Tuesday, 24 Mar 2026

Nearly half of seniors improve with age - and researchers think they know why

Nearly half of adults 65+ improved cognitively or physically over 12 years, a new Yale study finds. Positive beliefs were linked to better outcomes.


Nearly half of seniors improve with age - and researchers think they know why

Aging is often depicted as a steady decline, but new research suggests that many older adults actually improve over time.

The improvements were consistent across the study population, and were linked to the participants' mindset about aging, according to a press release.

The research, which was published in the journal Geriatrics, relied on data from the Health and Retirement Study, a federally supported, long-running survey of older Americans.

Over a 12-year period, 45% of participants improved either mentally or physically. About 32% showed cognitive gains, while 28% improved physically, according to the study.

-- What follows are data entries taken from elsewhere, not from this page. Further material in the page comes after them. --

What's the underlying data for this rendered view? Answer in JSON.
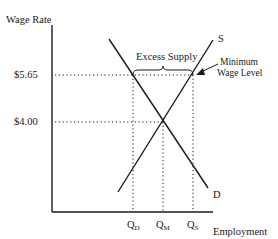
{
  "diagram": {
    "y_axis_label": "Wage Rate",
    "x_axis_label": "Employment",
    "y_ticks": [
      {
        "label": "$5.65",
        "meaning": "minimum wage"
      },
      {
        "label": "$4.00",
        "meaning": "equilibrium wage"
      }
    ],
    "x_ticks": [
      {
        "main": "Q",
        "sub": "D"
      },
      {
        "main": "Q",
        "sub": "M"
      },
      {
        "main": "Q",
        "sub": "S"
      }
    ],
    "curves": {
      "supply_label": "S",
      "demand_label": "D"
    },
    "annotations": {
      "excess_supply": "Excess Supply",
      "min_wage_line1": "Minimum",
      "min_wage_line2": "Wage Level"
    },
    "colors": {
      "line": "#1a1a1a",
      "background": "#ffffff"
    }
  }
}
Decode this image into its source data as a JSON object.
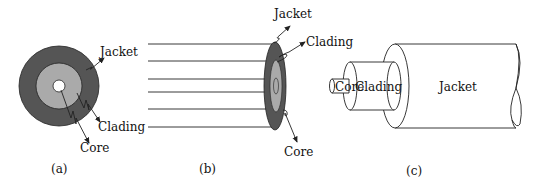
{
  "figure": {
    "panels": [
      {
        "id": "a",
        "caption": "(a)",
        "labels": {
          "jacket": "Jacket",
          "cladding": "Clading",
          "core": "Core"
        }
      },
      {
        "id": "b",
        "caption": "(b)",
        "labels": {
          "jacket": "Jacket",
          "cladding": "Clading",
          "core": "Core"
        }
      },
      {
        "id": "c",
        "caption": "(c)",
        "labels": {
          "core": "Core",
          "cladding": "Clading",
          "jacket": "Jacket"
        }
      }
    ],
    "colors": {
      "jacket": "#555555",
      "cladding": "#aaaaaa",
      "core": "#ffffff",
      "stroke": "#222222"
    }
  }
}
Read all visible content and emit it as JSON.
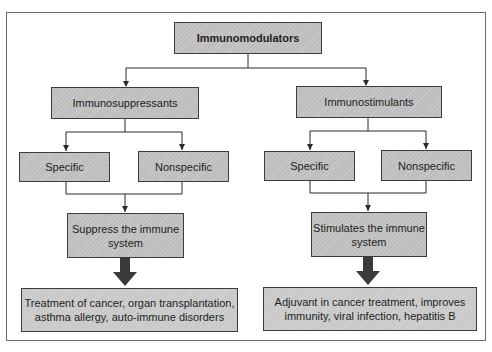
{
  "diagram": {
    "type": "flowchart",
    "root": {
      "label": "Immunomodulators"
    },
    "branches": [
      {
        "label": "Immunosuppressants",
        "children": [
          {
            "label": "Specific"
          },
          {
            "label": "Nonspecific"
          }
        ],
        "effect": {
          "label": "Suppress the immune system",
          "line1": "Suppress the immune",
          "line2": "system"
        },
        "uses": {
          "label": "Treatment of cancer, organ transplantation, asthma allergy, auto-immune disorders",
          "line1": "Treatment of cancer, organ transplantation,",
          "line2": "asthma allergy, auto-immune disorders"
        }
      },
      {
        "label": "Immunostimulants",
        "children": [
          {
            "label": "Specific"
          },
          {
            "label": "Nonspecific"
          }
        ],
        "effect": {
          "label": "Stimulates the immune system",
          "line1": "Stimulates the immune",
          "line2": "system"
        },
        "uses": {
          "label": "Adjuvant in cancer treatment, improves immunity, viral infection, hepatitis B",
          "line1": "Adjuvant in cancer treatment, improves",
          "line2": "immunity, viral infection, hepatitis B"
        }
      }
    ],
    "colors": {
      "box_fill": "#bdbdbd",
      "box_border": "#3c3c3c",
      "line": "#2a2a2a",
      "thick_arrow": "#3a3a3a",
      "frame_border": "#6a6a6a"
    }
  }
}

"If you average everyone together, you see decline," Levy said. "But when you look at individual trajectories, you uncover a very different story. A meaningful percentage of the older participants … got better."

"Individuals who have taken in more positive age beliefs ... tend to have a lower stress response and lower stress biomarkers," Levy said. Because age beliefs are modifiable, she noted, there could be a capacity for improvements later in life.

The study did have some limitations, the researchers acknowledged. It didn't look at how muscles or brain cells change and adapt, which could help explain why people improved.

Future studies should examine improvement patterns for other types of cognition, such as spatial memory, they added.

"In addition, although our participants were drawn from a nationally representative sample, it would be useful to examine patterns of improvement in additional cohorts that have a greater representation of different ethnic minority groups," the researchers noted in the study.

The authors said they hope the findings will debunk the myth that continuous physical and cognitive decline is inevitable.